Implementation – Example
Cpuset without numa configuration, this is the status of most systems without group scheduling configured. The CPUs column describes the number of cpus in that particular scheduling domain, same for the memory domain. In this system there are 48 cores (0-47) and 8 Numa nodes (0-7).
root@clyde:~# cset set
cset:
Name CPUs-X MEMs-X Tasks Subs Path
------------ ---------- - ------- - ----- ---- ----------
root 0-47 y 0-7 y 490 1 /
libvirt ***** n ***** n 0 1 /libvirt
Cpuset after vm-balancer.py run without any vms running.. Notice how the cpus and memory domains have been paired up.
root@clyde:~# cset set
cset:
Name CPUs-X MEMs-X Tasks Subs Path
------------ ---------- - ------- - ----- ---- ----------
root 0-47 y 0-7 y 489 9 /
libvirt ***** n ***** n 0 1 /libvirt
VMBS7 42-47 n 7 n 0 0 /VMBS7
VMBS6 36-41 n 6 n 0 0 /VMBS6
VMBS5 30-35 n 5 n 0 0 /VMBS5
VMBS4 24-29 n 4 n 0 0 /VMBS4
VMBS3 18-23 n 3 n 0 0 /VMBS3
VMBS2 12-17 n 2 n 0 0 /VMBS2
VMBS1 6-11 n 1 n 0 0 /VMBS1
VMBS0 0-5 n 0 n 0 0 /VMBS0
VM balancer and cset in action, moving 8 newly created KVM processes and their threads (vcpus and iothreads to a numa core)
root@clyde:~# ./vm-balancer.py Found cset at /usr/bin/cset Found numactl at /usr/bin/numactl Found virsh at /usr/bin/virsh cset: --> created cpuset "VMBS0" cset: --> created cpuset "VMBS1" cset: --> created cpuset "VMBS2" cset: --> created cpuset "VMBS3" cset: --> created cpuset "VMBS4" cset: --> created cpuset "VMBS5" cset: --> created cpuset "VMBS6" cset: --> created cpuset "VMBS7" cset: moving following pidspec: 47737,47763,47762,47765,49299 cset: moving 5 userspace tasks to /VMBS0 [==================================================]% cset: done cset: moving following pidspec: 46200,46203,46204,46207 cset: moving 4 userspace tasks to /VMBS1 [==================================================]% cset: done cset: moving following pidspec: 45213,45210,45215,45214 cset: moving 4 userspace tasks to /VMBS2 [==================================================]% cset: done cset: moving following pidspec: 45709,45710,45711,45705 cset: moving 4 userspace tasks to /VMBS3 [==================================================]% cset: done cset: moving following pidspec: 46719,46718,46717,46714 cset: moving 4 userspace tasks to /VMBS4 [==================================================]% cset: done cset: moving following pidspec: 47306,47262,49078,47246,47278 cset: moving 5 userspace tasks to /VMBS5 [==================================================]% cset: done cset: moving following pidspec: 48247,48258,48252,48274 cset: moving 4 userspace tasks to /VMBS6 [==================================================]% cset: done cset: moving following pidspec: 48743,48748,48749,48746 cset: moving 4 userspace tasks to /VMBS7 [==================================================]% cset: done
After VMs are balanced into their respective numa domains, note that there are 3 VCPUs per VM and 1 parent process, the vm that has 5 threads is actually running a short lived iothread.
root@clyde:~# cset set
cset:
Name CPUs-X MEMs-X Tasks Subs Path
------------ ---------- - ------- - ----- ---- ----------
root 0-47 y 0-7 y 500 9 /
VMBS7 42-47 n 7 n 5 0 /VMBS7
VMBS6 36-41 n 6 n 4 0 /VMBS6
VMBS5 30-35 n 5 n 4 0 /VMBS5
VMBS4 24-29 n 4 n 4 0 /VMBS4
VMBS3 18-23 n 3 n 4 0 /VMBS3
VMBS2 12-17 n 2 n 4 0 /VMBS2
VMBS1 6-11 n 1 n 4 0 /VMBS1
VMBS0 0-5 n 0 n 4 0 /VMBS0
libvirt ***** n ***** n 0 1 /libvirt
The python script can be downloaded form http://code.google.com/p/vm-balancer-numa/downloads/list for now.
Note.
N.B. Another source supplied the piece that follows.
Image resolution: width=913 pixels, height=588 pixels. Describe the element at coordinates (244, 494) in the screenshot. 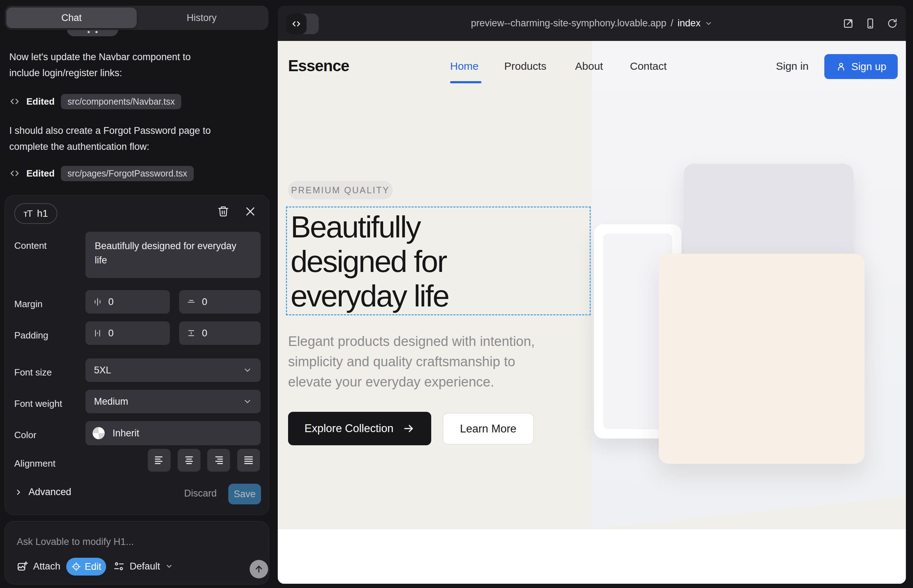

This was inspired by work presented at the KVM Forum 2011 by Andrew Theurer, we even used the same benchmark to test our configuration.
http://www.linux-kvm.org/wiki/images/5/53/2011-forum-Improving-out-of-box-performance-v1.4.pdf
In the next part I will explain how the vm-balancer.py script works and it’s limitations.